Clearly Gould fails to understand the full consequences of that particular statement as, presumably, he believes the Tories to lack any real history, or sense of history, beyond the advent of Thatcherism in much the same way as he lacks any sense of Labour Party history which pre-dates Blair.
Thatcherism was not so much an ideology in its own right as a political virus that infected the Tory Party with ideology, a virus it’s found hellishly difficult to sake off. Strip that away, as Cameron is trying to do and what do the Tory’s become?
Not the shiftless, rootless political adventurers that Gould supposes. No, they simply revert to type; the Conservative Party becomes, once again, conservative. They return to the pragmatism and utilitarism of old, the part of them that still believes that they are only natural party of Government – only they can do what is right for the country because only they have minds unclouded by ideology and radical, irrational systems of belief.
Remove Thatcherism from the Tory equation and where to they go? Straight back to Hume, Berkeley and Locke.
The desperate irony of Gould’s letter, his greatest conceit even, is his apparent belief that Cameron is but a wolf in sheep’s clothing whose outer raiment can be stripped away to reveal the same old Tories of the last quarter-century beneath. Funnily enough, as I recall, that’s pretty much what the Tories thought about Blair back in the dog-days of the Major government, and look where that got them?
If the Tories aren’t taking ‘New’ Labour seriously then neither is Gould taking them seriously either – a mistake the Labour movement certainly cannot afford to make.
What Gould fails to appreciate here is that ‘New’ Labour is as alien to the Labour Party as Thatcherism was to the Tories – albeit something that will, perhaps, be less damaging in the long run as the Labour Party has never quite bought into it to the extent that the Tories did.
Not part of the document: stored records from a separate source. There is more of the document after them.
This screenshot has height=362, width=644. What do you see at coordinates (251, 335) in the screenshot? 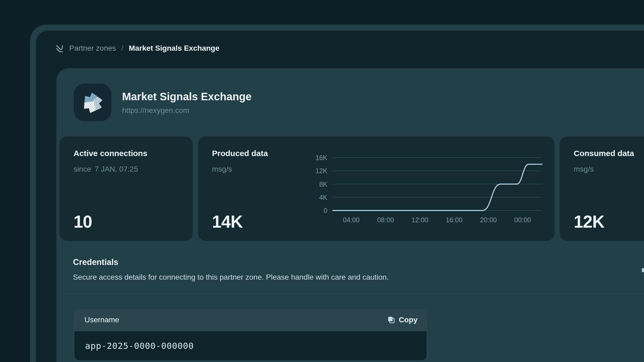
I see `username-field: Username Copy ap` at bounding box center [251, 335].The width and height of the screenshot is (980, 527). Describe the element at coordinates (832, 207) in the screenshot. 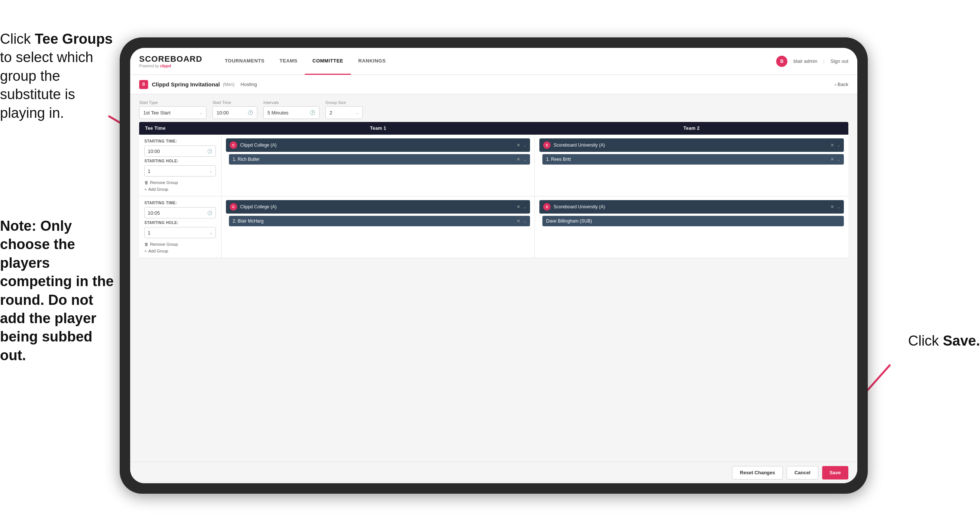

I see `team2-remove-icon-2: ✕` at that location.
And therein lies the real danger Cameron poses. Where ‘New’ Labour was, and still is, a departure from Labour Party traditions and values, Cameron’s brand of ‘compassionate conservativism’ 0 what used to be called ‘one nation conservatism’ is really only a reversion to type for the Tories, a minor variation, if it varies much at all, from their natural philosophical inclinations – and once one understands that one also understands that talk of a ‘New’ Labour victory is wholly premature. After all, what value is there in such a victory if it turns out, as is certainly possible, to be the kind of phyrric victory that returns a Tory government at the next election.
Not that I suppose that will ultimately matter overmuch if Cameron sticks the course and successfully steers the Tories away from further relapses in to Thatcherism, as the likes of Gould will no doubt be joining the Stephen Pollards of this world and fucking-off to join the Tory Party anyway – which is at least a possible silver lining to this particular cloud.
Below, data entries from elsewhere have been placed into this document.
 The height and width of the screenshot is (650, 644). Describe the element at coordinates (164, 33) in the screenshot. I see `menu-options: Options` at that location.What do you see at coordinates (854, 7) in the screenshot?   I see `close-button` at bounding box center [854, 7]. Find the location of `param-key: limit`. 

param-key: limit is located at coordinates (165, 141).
Thanks for this piece. I read both articles, and think Lawson’s on the money (certainly more so than Polly Toynbee’s recent analyses, which have been all over the place). In any case, Gould’s a pollster, not a political philosopher. Lawson’s key comment (I papraphrase) that there has to be more to a centre-left government than implementing Thatcherism more humanely was missed completely by Gould, who thinks that winning amounts to a political programme.
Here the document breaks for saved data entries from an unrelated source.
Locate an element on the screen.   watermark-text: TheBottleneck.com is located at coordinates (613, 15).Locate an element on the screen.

I can’t help feeling that Cameron’s victory marked the point at which triangulation was officlally pronounced dead. Blair’s scrabbling around to cook up a dividing line on the education White Paper while his backbenchers smell a rat and the Tories have twigged that it will give them the selective system they want (see also market-led tuition fees and the use of the private sector in the NHS). Gould seems to think that the Tories have had to compromise their core beliefs to accept a New Labour ‘settlement’. My suspicion is that it is the Labour party which has made the bigger compromises, and which will dangerously continue to do so under Blair and the rest of the gang.